SUPPLIED ENTRIES Start Marker

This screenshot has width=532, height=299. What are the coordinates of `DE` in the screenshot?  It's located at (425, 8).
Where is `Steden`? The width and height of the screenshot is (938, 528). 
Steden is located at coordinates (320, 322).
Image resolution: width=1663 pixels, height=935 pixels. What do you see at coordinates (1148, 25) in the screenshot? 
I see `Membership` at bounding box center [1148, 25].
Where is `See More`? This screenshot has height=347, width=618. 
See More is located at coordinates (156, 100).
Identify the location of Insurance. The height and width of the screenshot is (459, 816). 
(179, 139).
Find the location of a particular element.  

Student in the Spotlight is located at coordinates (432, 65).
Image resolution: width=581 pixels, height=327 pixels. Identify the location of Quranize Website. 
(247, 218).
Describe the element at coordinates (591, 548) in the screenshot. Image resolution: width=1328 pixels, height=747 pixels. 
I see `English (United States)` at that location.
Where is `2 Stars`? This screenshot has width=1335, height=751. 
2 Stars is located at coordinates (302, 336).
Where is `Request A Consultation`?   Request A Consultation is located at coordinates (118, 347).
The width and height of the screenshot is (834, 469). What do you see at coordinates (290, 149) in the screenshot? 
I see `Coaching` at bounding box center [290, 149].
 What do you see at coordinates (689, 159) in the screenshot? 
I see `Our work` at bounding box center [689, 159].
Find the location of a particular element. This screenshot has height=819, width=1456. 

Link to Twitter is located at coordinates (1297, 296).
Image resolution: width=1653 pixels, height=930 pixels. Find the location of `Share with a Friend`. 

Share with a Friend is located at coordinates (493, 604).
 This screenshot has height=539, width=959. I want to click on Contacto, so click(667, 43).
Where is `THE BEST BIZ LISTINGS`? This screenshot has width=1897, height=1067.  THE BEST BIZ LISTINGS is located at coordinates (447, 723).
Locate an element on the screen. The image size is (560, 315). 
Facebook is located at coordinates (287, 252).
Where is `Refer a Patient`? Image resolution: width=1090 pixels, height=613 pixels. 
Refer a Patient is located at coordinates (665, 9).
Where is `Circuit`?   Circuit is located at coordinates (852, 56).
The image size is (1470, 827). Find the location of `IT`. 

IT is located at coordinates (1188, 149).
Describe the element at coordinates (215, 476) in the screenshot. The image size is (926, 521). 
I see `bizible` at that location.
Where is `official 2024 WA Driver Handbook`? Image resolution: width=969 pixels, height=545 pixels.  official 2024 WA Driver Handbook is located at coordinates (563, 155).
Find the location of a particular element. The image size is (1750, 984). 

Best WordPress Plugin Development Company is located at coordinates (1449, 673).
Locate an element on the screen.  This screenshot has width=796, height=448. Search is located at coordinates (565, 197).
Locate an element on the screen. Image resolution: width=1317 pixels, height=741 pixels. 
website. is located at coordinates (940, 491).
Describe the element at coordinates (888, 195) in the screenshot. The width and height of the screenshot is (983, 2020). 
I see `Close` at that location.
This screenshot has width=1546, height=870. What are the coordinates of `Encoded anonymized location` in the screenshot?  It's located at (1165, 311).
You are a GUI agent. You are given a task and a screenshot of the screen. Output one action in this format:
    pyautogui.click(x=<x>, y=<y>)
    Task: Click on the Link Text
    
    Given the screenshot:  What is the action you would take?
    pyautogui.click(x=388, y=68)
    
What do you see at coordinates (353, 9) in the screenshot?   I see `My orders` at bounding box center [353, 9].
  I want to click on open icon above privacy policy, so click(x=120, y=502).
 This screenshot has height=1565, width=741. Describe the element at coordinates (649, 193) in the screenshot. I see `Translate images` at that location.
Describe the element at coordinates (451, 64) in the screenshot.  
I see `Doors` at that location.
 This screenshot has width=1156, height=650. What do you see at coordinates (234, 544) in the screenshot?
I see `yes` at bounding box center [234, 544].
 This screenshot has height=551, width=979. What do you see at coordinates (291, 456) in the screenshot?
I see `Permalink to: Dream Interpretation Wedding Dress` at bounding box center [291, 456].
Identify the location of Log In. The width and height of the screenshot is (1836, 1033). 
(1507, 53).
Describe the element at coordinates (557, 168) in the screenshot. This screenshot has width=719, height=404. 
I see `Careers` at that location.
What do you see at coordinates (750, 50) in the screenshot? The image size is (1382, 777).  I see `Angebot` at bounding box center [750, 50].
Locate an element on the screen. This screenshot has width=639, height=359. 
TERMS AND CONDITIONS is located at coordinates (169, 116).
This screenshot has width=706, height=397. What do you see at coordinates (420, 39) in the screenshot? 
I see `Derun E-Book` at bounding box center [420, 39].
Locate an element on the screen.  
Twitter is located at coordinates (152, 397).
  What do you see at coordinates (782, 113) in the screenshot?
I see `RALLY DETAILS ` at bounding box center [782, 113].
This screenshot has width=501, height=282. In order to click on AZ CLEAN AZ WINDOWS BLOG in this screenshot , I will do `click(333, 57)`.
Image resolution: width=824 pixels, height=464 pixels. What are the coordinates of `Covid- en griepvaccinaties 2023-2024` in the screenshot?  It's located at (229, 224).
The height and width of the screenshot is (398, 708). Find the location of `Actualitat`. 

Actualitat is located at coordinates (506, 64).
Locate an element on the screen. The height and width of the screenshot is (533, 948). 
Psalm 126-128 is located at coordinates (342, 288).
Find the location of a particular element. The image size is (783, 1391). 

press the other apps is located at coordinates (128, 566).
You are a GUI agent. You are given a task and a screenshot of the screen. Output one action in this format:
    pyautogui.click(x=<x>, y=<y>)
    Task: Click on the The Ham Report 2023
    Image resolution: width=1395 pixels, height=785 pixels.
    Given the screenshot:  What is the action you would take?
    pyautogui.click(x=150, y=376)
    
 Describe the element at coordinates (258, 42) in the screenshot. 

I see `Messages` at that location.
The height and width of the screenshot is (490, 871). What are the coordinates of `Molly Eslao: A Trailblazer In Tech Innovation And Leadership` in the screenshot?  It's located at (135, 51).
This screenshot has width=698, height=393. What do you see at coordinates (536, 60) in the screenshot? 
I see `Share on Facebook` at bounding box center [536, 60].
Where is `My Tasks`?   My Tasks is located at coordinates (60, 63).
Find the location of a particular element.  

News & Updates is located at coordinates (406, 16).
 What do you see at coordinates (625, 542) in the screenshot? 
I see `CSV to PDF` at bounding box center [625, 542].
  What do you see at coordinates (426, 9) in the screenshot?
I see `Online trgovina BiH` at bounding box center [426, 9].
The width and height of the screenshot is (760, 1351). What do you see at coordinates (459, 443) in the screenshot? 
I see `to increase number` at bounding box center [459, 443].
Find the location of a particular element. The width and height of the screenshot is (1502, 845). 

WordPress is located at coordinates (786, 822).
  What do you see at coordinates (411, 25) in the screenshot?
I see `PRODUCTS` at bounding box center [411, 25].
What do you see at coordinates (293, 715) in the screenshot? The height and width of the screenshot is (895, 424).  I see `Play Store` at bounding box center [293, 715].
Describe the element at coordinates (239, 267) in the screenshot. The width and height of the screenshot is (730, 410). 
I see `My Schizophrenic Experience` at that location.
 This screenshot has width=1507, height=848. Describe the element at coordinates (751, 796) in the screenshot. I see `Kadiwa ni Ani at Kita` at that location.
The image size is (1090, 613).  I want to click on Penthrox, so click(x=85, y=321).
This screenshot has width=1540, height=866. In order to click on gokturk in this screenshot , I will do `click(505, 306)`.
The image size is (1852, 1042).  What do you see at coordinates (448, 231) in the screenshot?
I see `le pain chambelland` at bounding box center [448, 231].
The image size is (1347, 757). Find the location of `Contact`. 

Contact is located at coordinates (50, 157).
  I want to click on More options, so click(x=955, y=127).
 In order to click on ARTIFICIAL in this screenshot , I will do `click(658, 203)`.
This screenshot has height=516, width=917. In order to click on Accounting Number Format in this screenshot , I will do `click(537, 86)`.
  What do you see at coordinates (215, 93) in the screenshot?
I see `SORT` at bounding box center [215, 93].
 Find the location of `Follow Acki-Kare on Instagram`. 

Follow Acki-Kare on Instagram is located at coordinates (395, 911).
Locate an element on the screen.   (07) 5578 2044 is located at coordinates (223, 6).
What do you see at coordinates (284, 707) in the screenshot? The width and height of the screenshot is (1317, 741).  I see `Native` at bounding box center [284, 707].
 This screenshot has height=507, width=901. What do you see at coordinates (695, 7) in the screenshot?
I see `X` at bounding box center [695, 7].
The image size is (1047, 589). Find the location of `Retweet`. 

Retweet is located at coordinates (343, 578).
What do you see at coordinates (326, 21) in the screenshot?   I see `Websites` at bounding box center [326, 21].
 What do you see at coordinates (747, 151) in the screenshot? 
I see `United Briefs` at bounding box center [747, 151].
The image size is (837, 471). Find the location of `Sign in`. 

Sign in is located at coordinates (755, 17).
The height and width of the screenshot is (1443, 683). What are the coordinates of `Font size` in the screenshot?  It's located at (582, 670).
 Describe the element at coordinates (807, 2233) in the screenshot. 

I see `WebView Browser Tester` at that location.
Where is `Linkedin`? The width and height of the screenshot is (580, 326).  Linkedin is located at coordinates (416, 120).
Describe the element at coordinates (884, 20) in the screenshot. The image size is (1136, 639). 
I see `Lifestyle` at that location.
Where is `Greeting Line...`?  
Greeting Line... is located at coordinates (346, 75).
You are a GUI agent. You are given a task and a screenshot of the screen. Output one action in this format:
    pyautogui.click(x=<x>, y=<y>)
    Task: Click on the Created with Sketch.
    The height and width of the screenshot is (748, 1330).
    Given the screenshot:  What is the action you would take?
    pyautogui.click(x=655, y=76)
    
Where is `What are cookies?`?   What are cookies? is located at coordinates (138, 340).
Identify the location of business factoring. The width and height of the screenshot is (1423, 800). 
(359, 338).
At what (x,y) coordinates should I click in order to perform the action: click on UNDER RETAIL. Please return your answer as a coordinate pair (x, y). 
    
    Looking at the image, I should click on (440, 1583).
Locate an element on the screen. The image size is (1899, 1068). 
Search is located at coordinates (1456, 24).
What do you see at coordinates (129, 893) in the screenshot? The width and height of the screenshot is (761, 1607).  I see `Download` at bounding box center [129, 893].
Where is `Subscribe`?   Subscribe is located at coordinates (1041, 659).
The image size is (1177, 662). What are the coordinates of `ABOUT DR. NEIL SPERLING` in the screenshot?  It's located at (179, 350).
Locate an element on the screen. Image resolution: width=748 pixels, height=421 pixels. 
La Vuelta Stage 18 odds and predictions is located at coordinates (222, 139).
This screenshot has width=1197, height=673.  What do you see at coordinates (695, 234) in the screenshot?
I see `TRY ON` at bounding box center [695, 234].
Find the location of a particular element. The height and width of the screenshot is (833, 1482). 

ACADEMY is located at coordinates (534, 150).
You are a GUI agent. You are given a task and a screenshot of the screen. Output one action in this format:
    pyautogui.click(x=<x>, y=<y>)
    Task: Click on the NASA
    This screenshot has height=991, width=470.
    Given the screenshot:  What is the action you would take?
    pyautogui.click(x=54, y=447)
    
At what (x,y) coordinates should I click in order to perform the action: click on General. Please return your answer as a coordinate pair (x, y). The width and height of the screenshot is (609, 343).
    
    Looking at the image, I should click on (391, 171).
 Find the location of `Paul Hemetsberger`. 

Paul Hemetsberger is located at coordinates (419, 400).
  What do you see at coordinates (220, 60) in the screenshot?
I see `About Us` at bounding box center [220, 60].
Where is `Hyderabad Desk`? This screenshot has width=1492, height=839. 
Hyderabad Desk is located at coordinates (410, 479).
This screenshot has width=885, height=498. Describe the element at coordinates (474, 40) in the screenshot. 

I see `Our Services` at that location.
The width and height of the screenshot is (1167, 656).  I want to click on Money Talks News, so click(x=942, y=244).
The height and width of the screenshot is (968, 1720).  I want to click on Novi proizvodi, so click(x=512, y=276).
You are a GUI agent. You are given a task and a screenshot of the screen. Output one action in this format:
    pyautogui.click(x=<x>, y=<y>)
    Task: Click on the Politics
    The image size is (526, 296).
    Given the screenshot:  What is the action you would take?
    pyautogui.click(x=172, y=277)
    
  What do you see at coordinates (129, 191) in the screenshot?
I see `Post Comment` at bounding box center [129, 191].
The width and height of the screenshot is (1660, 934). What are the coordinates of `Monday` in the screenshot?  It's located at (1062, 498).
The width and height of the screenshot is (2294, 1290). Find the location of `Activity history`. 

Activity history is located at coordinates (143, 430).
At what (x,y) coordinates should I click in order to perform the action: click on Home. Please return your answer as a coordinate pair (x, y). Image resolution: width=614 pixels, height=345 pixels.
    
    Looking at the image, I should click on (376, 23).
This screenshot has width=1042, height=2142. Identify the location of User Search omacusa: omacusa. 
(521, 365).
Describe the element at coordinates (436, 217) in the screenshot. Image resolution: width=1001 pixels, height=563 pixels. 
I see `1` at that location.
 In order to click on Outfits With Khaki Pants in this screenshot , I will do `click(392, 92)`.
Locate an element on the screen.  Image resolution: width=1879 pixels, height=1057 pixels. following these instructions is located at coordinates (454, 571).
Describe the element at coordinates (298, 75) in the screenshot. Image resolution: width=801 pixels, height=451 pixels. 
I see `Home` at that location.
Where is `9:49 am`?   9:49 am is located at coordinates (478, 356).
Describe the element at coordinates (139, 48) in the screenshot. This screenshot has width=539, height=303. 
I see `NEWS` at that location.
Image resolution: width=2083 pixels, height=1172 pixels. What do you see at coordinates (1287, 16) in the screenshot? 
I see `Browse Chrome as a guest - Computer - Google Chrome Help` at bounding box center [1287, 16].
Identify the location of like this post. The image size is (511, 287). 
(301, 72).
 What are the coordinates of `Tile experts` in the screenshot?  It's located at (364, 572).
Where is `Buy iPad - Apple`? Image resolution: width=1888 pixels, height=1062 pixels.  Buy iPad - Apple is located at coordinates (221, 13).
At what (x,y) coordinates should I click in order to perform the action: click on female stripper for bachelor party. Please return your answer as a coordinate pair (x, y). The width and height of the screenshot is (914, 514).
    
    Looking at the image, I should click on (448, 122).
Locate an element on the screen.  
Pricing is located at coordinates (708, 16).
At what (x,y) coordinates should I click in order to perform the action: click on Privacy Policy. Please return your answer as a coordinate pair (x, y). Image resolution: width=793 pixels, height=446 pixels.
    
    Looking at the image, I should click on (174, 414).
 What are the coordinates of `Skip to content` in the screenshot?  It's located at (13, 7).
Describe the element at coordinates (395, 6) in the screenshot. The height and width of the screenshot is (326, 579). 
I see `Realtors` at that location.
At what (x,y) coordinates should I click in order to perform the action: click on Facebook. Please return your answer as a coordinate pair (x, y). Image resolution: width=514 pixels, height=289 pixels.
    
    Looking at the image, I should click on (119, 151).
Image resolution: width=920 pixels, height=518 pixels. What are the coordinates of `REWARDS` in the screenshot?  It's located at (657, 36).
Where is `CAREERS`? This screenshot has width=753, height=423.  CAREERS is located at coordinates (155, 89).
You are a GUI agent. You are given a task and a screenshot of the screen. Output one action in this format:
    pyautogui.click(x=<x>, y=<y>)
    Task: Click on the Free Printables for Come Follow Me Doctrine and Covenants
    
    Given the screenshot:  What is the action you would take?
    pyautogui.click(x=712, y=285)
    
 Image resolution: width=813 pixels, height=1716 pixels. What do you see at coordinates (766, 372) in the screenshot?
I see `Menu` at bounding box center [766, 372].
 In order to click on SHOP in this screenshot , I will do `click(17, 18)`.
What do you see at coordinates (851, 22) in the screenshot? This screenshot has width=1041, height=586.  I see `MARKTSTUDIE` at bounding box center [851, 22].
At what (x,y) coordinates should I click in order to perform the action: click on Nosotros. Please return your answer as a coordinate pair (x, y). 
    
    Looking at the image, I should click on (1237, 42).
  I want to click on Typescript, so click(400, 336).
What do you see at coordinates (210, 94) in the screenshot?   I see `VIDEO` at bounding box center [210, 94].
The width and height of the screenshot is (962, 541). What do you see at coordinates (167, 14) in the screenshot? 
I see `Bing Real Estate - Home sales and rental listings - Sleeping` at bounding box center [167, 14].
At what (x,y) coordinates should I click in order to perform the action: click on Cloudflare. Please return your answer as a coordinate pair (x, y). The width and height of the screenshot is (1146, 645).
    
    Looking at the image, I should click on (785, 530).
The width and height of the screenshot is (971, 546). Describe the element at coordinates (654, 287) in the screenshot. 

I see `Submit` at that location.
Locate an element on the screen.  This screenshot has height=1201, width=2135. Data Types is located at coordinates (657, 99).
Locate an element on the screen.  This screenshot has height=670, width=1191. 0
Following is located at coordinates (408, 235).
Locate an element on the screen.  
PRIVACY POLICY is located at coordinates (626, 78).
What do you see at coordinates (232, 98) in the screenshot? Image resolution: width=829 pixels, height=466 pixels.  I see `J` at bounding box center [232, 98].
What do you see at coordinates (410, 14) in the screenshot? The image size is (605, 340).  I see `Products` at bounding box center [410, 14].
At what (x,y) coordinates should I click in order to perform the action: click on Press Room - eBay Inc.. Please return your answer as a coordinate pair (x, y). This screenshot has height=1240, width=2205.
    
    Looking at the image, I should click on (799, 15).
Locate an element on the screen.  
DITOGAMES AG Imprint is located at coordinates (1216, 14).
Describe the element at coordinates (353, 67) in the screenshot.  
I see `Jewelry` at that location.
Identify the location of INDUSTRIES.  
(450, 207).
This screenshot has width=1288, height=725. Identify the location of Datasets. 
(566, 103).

SUPPLIED ENTRIES End Marker

Using the listing above, return word for word each line from the one that has "In order to click on ARTIFICIAL" through the one that has "What do you see at coordinates (326, 21)", and no line outside that range.

- _ANSWER FOR THE TASK_:
 In order to click on ARTIFICIAL in this screenshot , I will do `click(658, 203)`.
This screenshot has height=516, width=917. In order to click on Accounting Number Format in this screenshot , I will do `click(537, 86)`.
  What do you see at coordinates (215, 93) in the screenshot?
I see `SORT` at bounding box center [215, 93].
 Find the location of `Follow Acki-Kare on Instagram`. 

Follow Acki-Kare on Instagram is located at coordinates (395, 911).
Locate an element on the screen.   (07) 5578 2044 is located at coordinates (223, 6).
What do you see at coordinates (284, 707) in the screenshot? The width and height of the screenshot is (1317, 741).  I see `Native` at bounding box center [284, 707].
 This screenshot has height=507, width=901. What do you see at coordinates (695, 7) in the screenshot?
I see `X` at bounding box center [695, 7].
The image size is (1047, 589). Find the location of `Retweet`. 

Retweet is located at coordinates (343, 578).
What do you see at coordinates (326, 21) in the screenshot?   I see `Websites` at bounding box center [326, 21].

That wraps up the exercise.